Michael Klarman - Works

Works

  • "Is the Supreme Court Sometimes Irrelevant? Race and the Southern Criminal Justice System in the 1940s", Journal of American History, June 2002
  • From Jim Crow to Civil Rights: The Supreme Court and the Struggle for Racial Equality. Oxford University Press. 2004. ISBN 978-0-19-512903-8. http://books.google.com/books?id=NytV-qWjSBcC&printsec=frontcover&dq=inauthor:Michael+inauthor:J+inauthor:Klarman&cd=1#v=onepage&q=&f=false.
  • Unfinished business: racial equality in American history. Oxford University Press. 2007. ISBN 978-0-19-530428-2. http://books.google.com/books?id=mfJscBT47VEC&printsec=frontcover&dq=inauthor:Michael+inauthor:J+inauthor:Klarman&cd=2#v=onepage&q=&f=false.
  • Brown versus Board of Education and the civil rights movement. Oxford University Press. 2007. ISBN 978-0-19-530763-4. http://books.google.com/books?id=LEEMAWCU45oC&printsec=frontcover&dq=inauthor:Michael+inauthor:J+inauthor:Klarman&cd=3#v=onepage&q=&f=false.

Read more about this topic:  Michael Klarman

Famous quotes containing the word works:

    Again we mistook a little rocky islet seen through the “drisk,” with some taller bare trunks or stumps on it, for the steamer with its smoke-pipes, but as it had not changed its position after half an hour, we were undeceived. So much do the works of man resemble the works of nature. A moose might mistake a steamer for a floating isle, and not be scared till he heard its puffing or its whistle.
    Henry David Thoreau (1817–1862)

    Audible prayer can never do the works of spiritual understanding, which regenerates; but silent prayer, watchfulness, and devout obedience enable us to follow Jesus’ example. Long prayers, superstition, and creeds clip the strong pinions of love, and clothe religion in human forms. Whatever materializes worship hinders man’s spiritual growth and keeps him from demonstrating his power over error.
    Mary Baker Eddy (1821–1910)

    It [Egypt] has more wonders in it than any other country in the world and provides more works that defy description than any other place.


■ **Work instruction**
When you transcribe the entries, reproduce every character and exclude the images.

Collected data:

********************

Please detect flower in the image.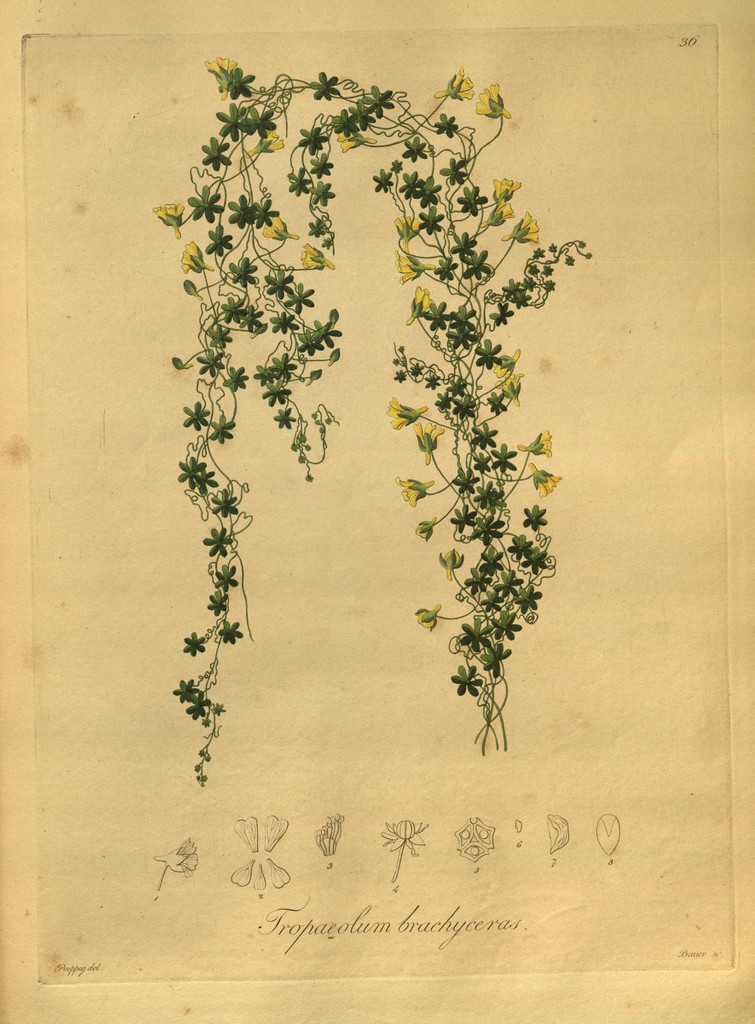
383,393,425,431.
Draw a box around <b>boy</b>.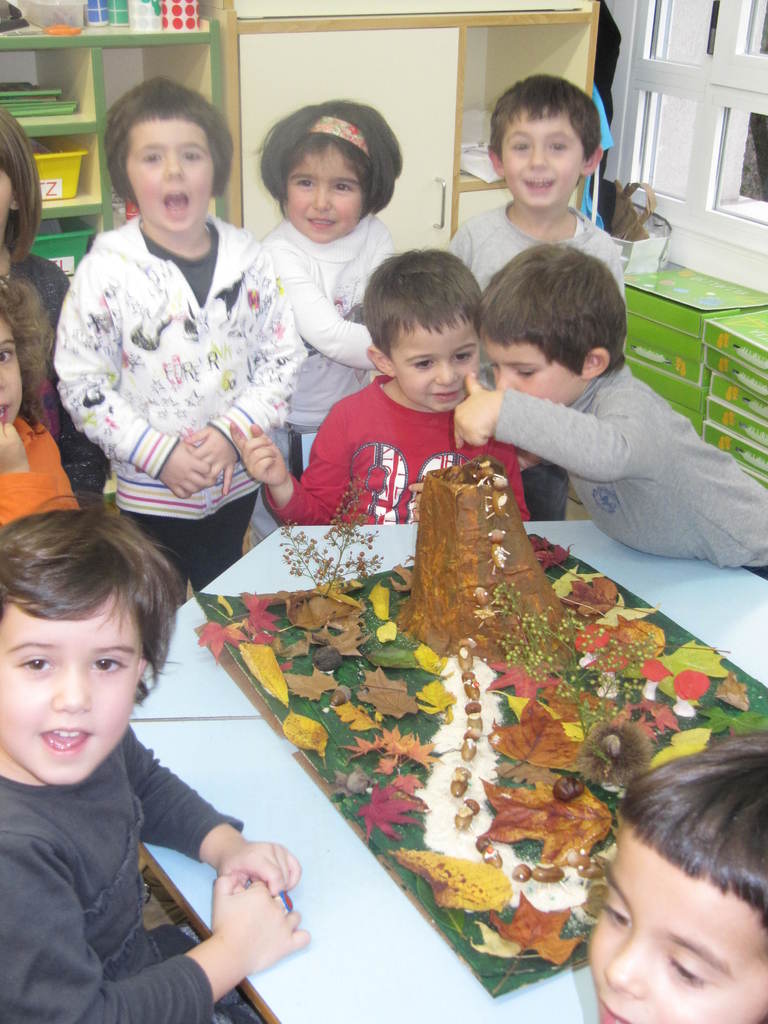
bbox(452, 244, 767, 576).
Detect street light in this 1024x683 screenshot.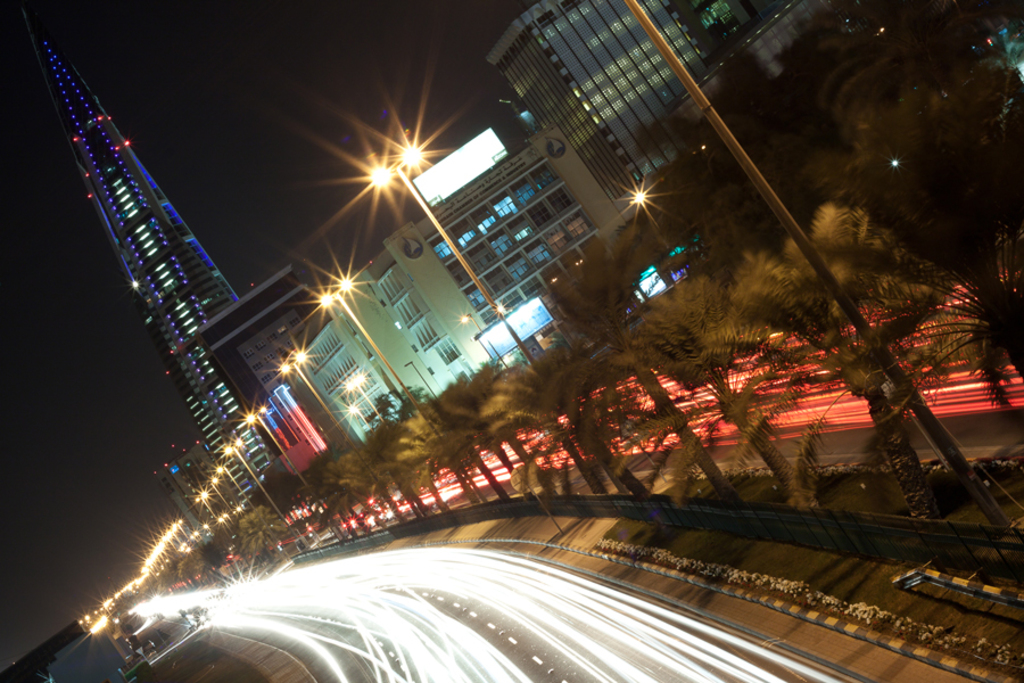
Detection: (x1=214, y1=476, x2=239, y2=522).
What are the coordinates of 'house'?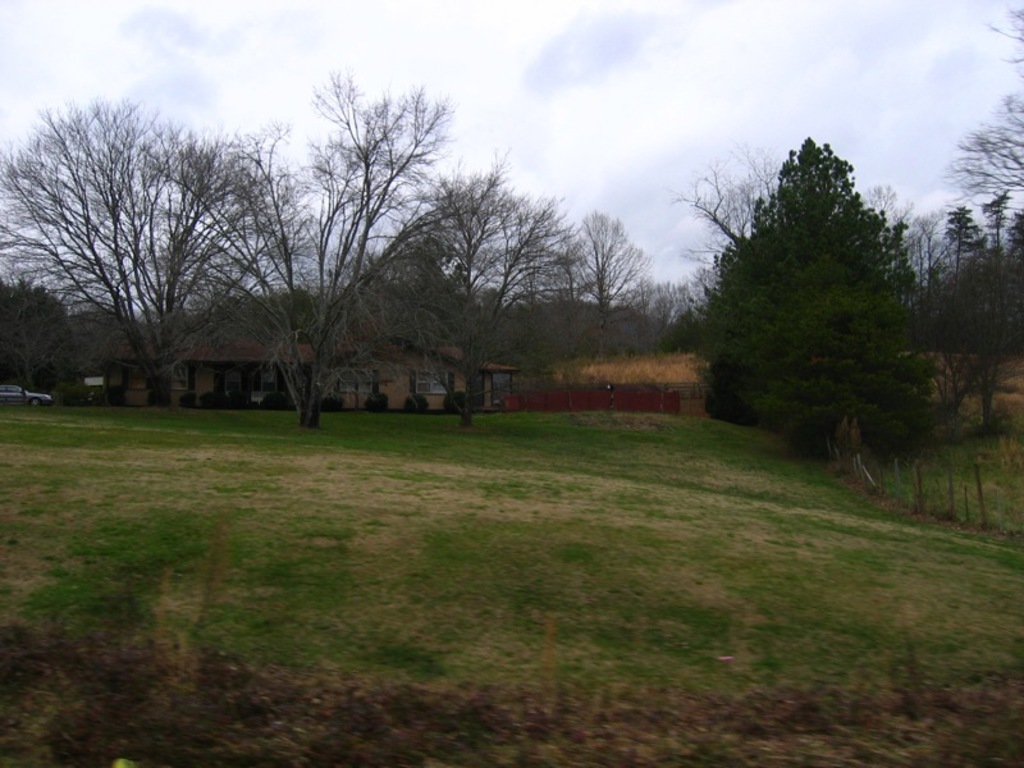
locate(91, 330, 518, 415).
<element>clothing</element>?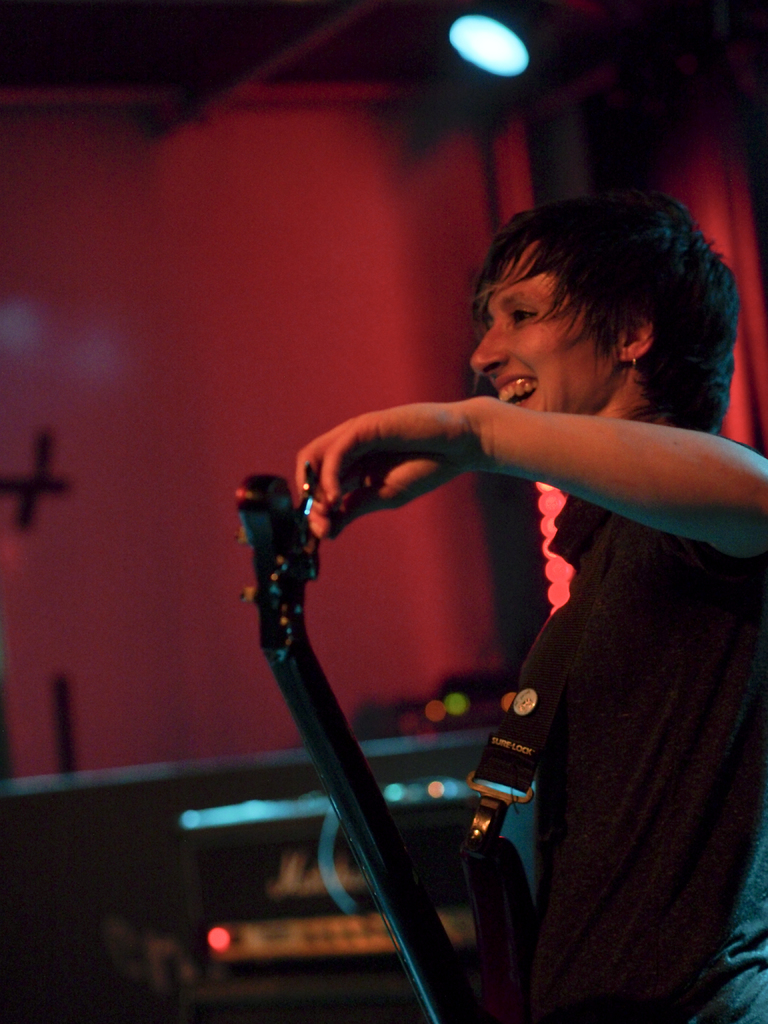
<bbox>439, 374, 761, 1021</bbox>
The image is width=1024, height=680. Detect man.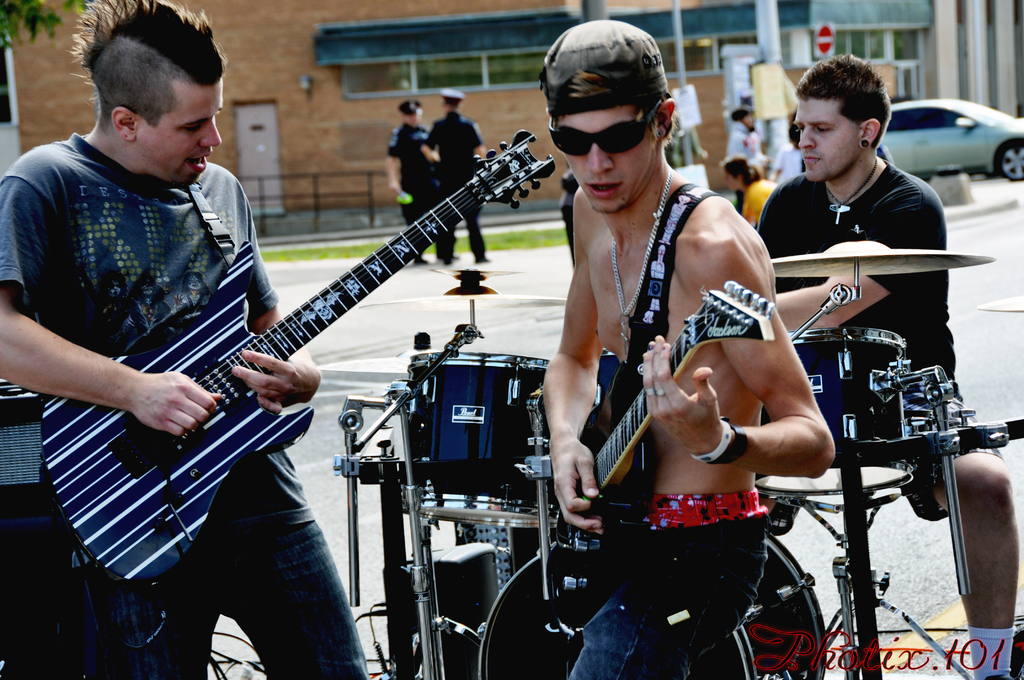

********************

■ **Response area**
Please detect flower in the image.
383,393,425,431.
Draw a box around <b>boy</b>.
bbox(452, 244, 767, 576).
Detect street light in this 1024x683 screenshot.
Detection: (x1=214, y1=476, x2=239, y2=522).
What are the coordinates of 'house'?
locate(91, 330, 518, 415).
<element>clothing</element>?
<bbox>439, 374, 761, 1021</bbox>
The image is width=1024, height=680. Detect man.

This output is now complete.